The 1.3GHz Qualcomm 8960 processor runs all of the basic features very well but bogs down in Android apps, something to be expected of this older chip. Two GB of RAM keep things running smoothly although you might feel a little cramped with the 16GB of on-board storage.
The Bad
There isn’t much overtly unacceptable about this device except for the tiny screen. While most web pages will render just fine, text heavy pages are abysmal. There are ways to zoom in and out and scroll around but you will find yourself squinting and suffering when accessing blog posts like this one. In an age when even the smallest text is readable on Android and iOS devices, small text on the Classic is just awful. It’s frustrating.

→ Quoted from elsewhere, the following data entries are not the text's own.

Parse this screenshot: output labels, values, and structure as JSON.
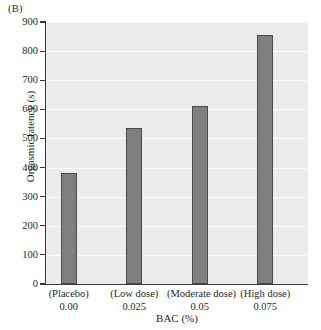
{
  "panel": {
    "label": "(B)"
  },
  "chart_data": {
    "type": "bar",
    "title": "",
    "subtitle": "",
    "xlabel": "BAC (%)",
    "ylabel": "Orgasmic latency (s)",
    "categories": [
      "(Placebo)",
      "(Low dose)",
      "(Moderate dose)",
      "(High dose)"
    ],
    "category_values": [
      "0.00",
      "0.025",
      "0.05",
      "0.075"
    ],
    "values": [
      380,
      535,
      613,
      855
    ],
    "ylim": [
      0,
      900
    ],
    "yticks": [
      0,
      100,
      200,
      300,
      400,
      500,
      600,
      700,
      800,
      900
    ],
    "ytick_labels": [
      "0",
      "100",
      "200",
      "300",
      "400",
      "500",
      "600",
      "700",
      "800",
      "900"
    ],
    "grid": true,
    "legend": false,
    "bar_color": "#7f7f7f",
    "bar_edge_color": "#4a4a4a",
    "plot_background": "#ececec",
    "gridline_color": "#fafafa",
    "axis_color": "#3a3a3a"
  }
}
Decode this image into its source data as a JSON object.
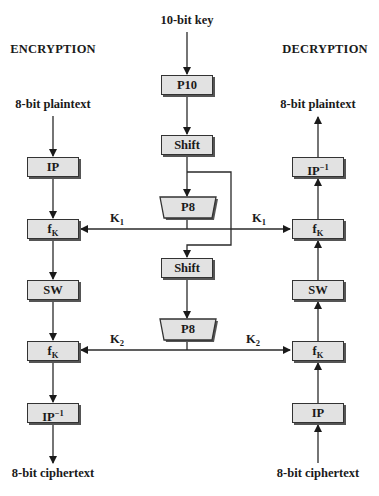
{
  "diagram": {
    "type": "flowchart",
    "title_left": "ENCRYPTION",
    "title_right": "DECRYPTION",
    "key_input": "10-bit key",
    "encryption": {
      "input": "8-bit plaintext",
      "output": "8-bit ciphertext",
      "steps": [
        {
          "label": "IP",
          "sup": ""
        },
        {
          "label": "f",
          "sub": "K"
        },
        {
          "label": "SW"
        },
        {
          "label": "f",
          "sub": "K"
        },
        {
          "label": "IP",
          "sup": "−1"
        }
      ]
    },
    "key_generation": {
      "steps": [
        {
          "label": "P10"
        },
        {
          "label": "Shift"
        },
        {
          "label": "P8"
        },
        {
          "label": "Shift"
        },
        {
          "label": "P8"
        }
      ]
    },
    "decryption": {
      "input": "8-bit ciphertext",
      "output": "8-bit plaintext",
      "steps": [
        {
          "label": "IP",
          "sup": "−1"
        },
        {
          "label": "f",
          "sub": "K"
        },
        {
          "label": "SW"
        },
        {
          "label": "f",
          "sub": "K"
        },
        {
          "label": "IP"
        }
      ]
    },
    "subkeys": {
      "k1": {
        "base": "K",
        "sub": "1"
      },
      "k2": {
        "base": "K",
        "sub": "2"
      }
    },
    "colors": {
      "box_fill": "#e2e2e2",
      "stroke": "#333333",
      "shadow": "#555555",
      "background": "#ffffff"
    }
  }
}
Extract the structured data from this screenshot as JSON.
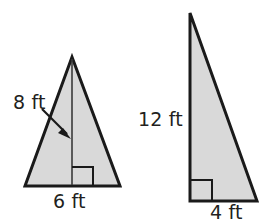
{
  "figure": {
    "background_color": "#ffffff",
    "fill_color": "#d9d9d9",
    "outline_color": "#1a1a1a",
    "text_color": "#231f20",
    "shapes": [
      {
        "name": "isosceles-triangle",
        "labels": [
          "8 ft",
          "6 ft"
        ],
        "height_label": "8 ft",
        "base_label": "6 ft",
        "has_right_angle_mark": true,
        "has_height_segment": true,
        "has_leader_arrow": true
      },
      {
        "name": "right-triangle",
        "labels": [
          "12 ft",
          "4 ft"
        ],
        "height_label": "12 ft",
        "base_label": "4 ft",
        "has_right_angle_mark": true,
        "has_height_segment": false,
        "has_leader_arrow": false
      }
    ]
  },
  "labels": {
    "left_height": "8 ft",
    "left_base": "6 ft",
    "right_height": "12 ft",
    "right_base": "4 ft"
  }
}
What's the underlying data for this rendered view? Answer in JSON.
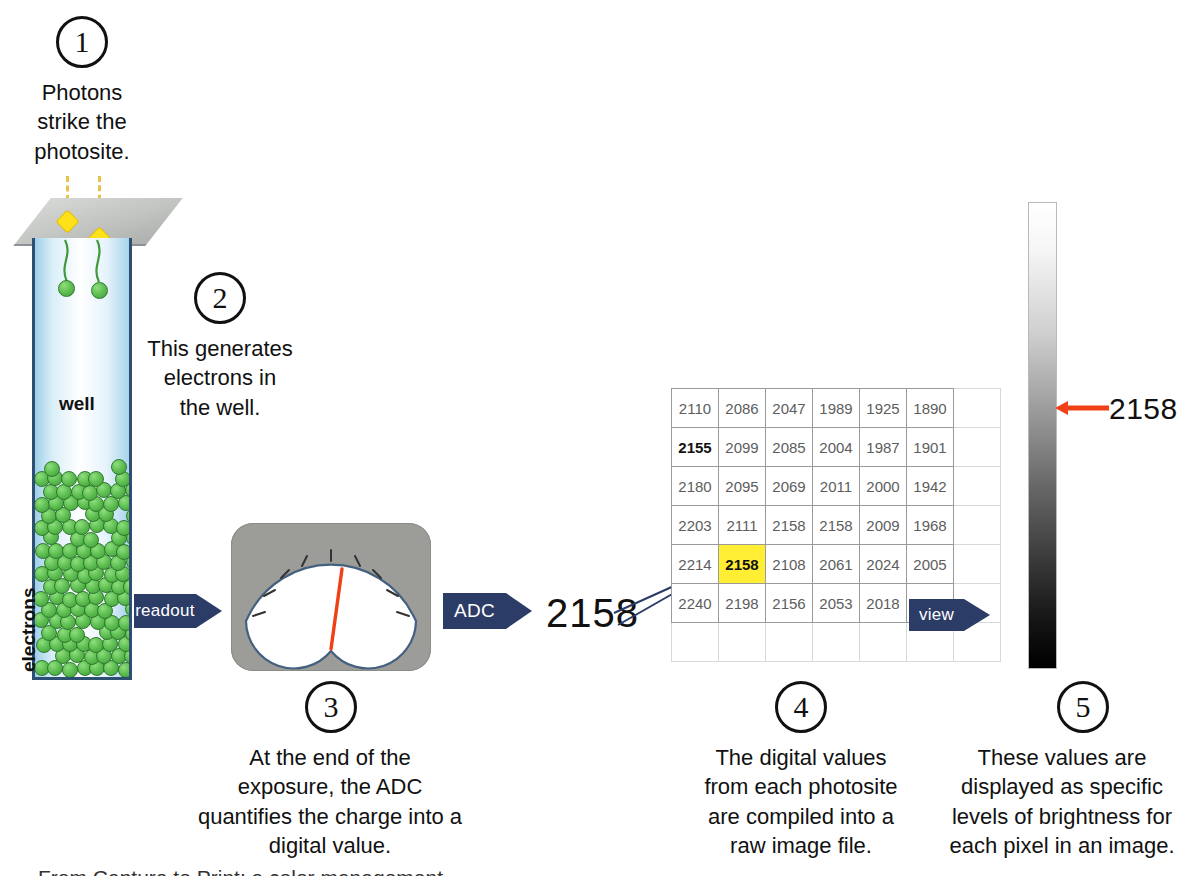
{
  "diagram": {
    "title_steps": [
      "1",
      "2",
      "3",
      "4",
      "5"
    ],
    "steps": [
      {
        "number": "1",
        "caption": "Photons\nstrike the\nphotosite."
      },
      {
        "number": "2",
        "caption": "This generates\nelectrons in\nthe well."
      },
      {
        "number": "3",
        "caption": "At the end of the\nexposure, the ADC\nquantifies the charge into a\ndigital value."
      },
      {
        "number": "4",
        "caption": "The digital values\nfrom each photosite\nare compiled into a\nraw image file."
      },
      {
        "number": "5",
        "caption": "These values are\ndisplayed as specific\nlevels of brightness for\neach pixel in an image."
      }
    ]
  },
  "photosite": {
    "well_label": "well",
    "electrons_label": "electrons"
  },
  "arrows": {
    "readout_label": "readout",
    "adc_label": "ADC",
    "view_label": "view"
  },
  "adc_output": {
    "value": "2158"
  },
  "brightness_bar": {
    "value": "2158",
    "top_color": "#ffffff",
    "bottom_color": "#000000",
    "marker_color": "#ef4018"
  },
  "colors": {
    "arrow_blue": "#2b3c66",
    "highlight_yellow": "#ffee33",
    "electron_green": "#5fbf52",
    "photon_yellow": "#ffe11a",
    "needle_red": "#ef4018",
    "meter_gray": "#9c9c99"
  },
  "bottom_cropped_caption": "From Capture to Print: a color management primer",
  "chart_data": {
    "type": "table",
    "columns": 7,
    "rows": 7,
    "highlighted_cell": {
      "row": 4,
      "col": 1,
      "value": "2158"
    },
    "bold_cell": {
      "row": 1,
      "col": 0,
      "value": "2155"
    },
    "values": [
      [
        "2110",
        "2086",
        "2047",
        "1989",
        "1925",
        "1890",
        ""
      ],
      [
        "2155",
        "2099",
        "2085",
        "2004",
        "1987",
        "1901",
        ""
      ],
      [
        "2180",
        "2095",
        "2069",
        "2011",
        "2000",
        "1942",
        ""
      ],
      [
        "2203",
        "2111",
        "2158",
        "2158",
        "2009",
        "1968",
        ""
      ],
      [
        "2214",
        "2158",
        "2108",
        "2061",
        "2024",
        "2005",
        ""
      ],
      [
        "2240",
        "2198",
        "2156",
        "2053",
        "2018",
        "2006",
        ""
      ],
      [
        "",
        "",
        "",
        "",
        "",
        "",
        ""
      ]
    ]
  }
}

The Blackberry World and Amazon App Store are also problematic. While most major apps are available, most notably Facebook and Twitter as well as Vine, you’ll miss some of your favorites. Instagram, for example, isn’t available in the Amazon App store although you can sideload the app as well as other apps by downloading the apk file.
-
scaled-5040
-
scaled-5039
-
scaled-5041
-
scaled-5047
-
scaled-5037
-
scaled-5046
-
scaled-5045
-
scaled-5042
-
scaled-5044
-
scaled-5049
-
scaled-5050
-
scaled-5061
-
scaled-5053
These limitations won’t bother the die-hard Blackberry fan. After all, they’re used to a smaller screen and, if they’re in finance or IT, they usually have a work Blackberry and a separate touchscreen phone. While I would have loved to have my proverbial cake and eat it, too, that just can’t happen with this device.
The Bottom Line
The Blackberry Classic is an important phone. It is one of the few true QWERTY phones on the market – there are a few minor players but nothing with the BB cachet – and it’s a true Blackberry in every sense. It’s usable, fun, and efficient. It has excellent battery life and an acceptable screen. It doesn’t have a high-powered processor because it doesn’t need one. This isn’t a phone for Angry Birds and video editing. It’s a phone for Sudoku and email.
What do I think of the Classic? I really like it. I wouldn’t give up an iPhone or Galaxy device for it, though, and that’s a problem. If you prefer the keyboard, it’s a no brainer: this is the phone for you. At $450 it’s a steal and because it is unlocked I have no doubt it will pick up fans around the world, especially in countries where Windows Phone and Blackberry are still considered de facto solutions for the office. But for the rest of us? For the folks who have moved on, who have traded in their Archos Jukeboxes for iPhones? It’s a hard sell, and I don’t envy Blackberry for having to make it.
The Classic is great for Blackberry fans looking to upgrade or travelers looking for an alternate phone. But, for half the price, you can get a Motorola G and remain in the galaxy of apps that is the full Google Play store. That said, check out the Classic, if only to get a sense of what the mobile market would have looked like if touchscreens hadn’t won over buttons and what the future would look like if Blackberry rode, unhindered and always popular, into the future.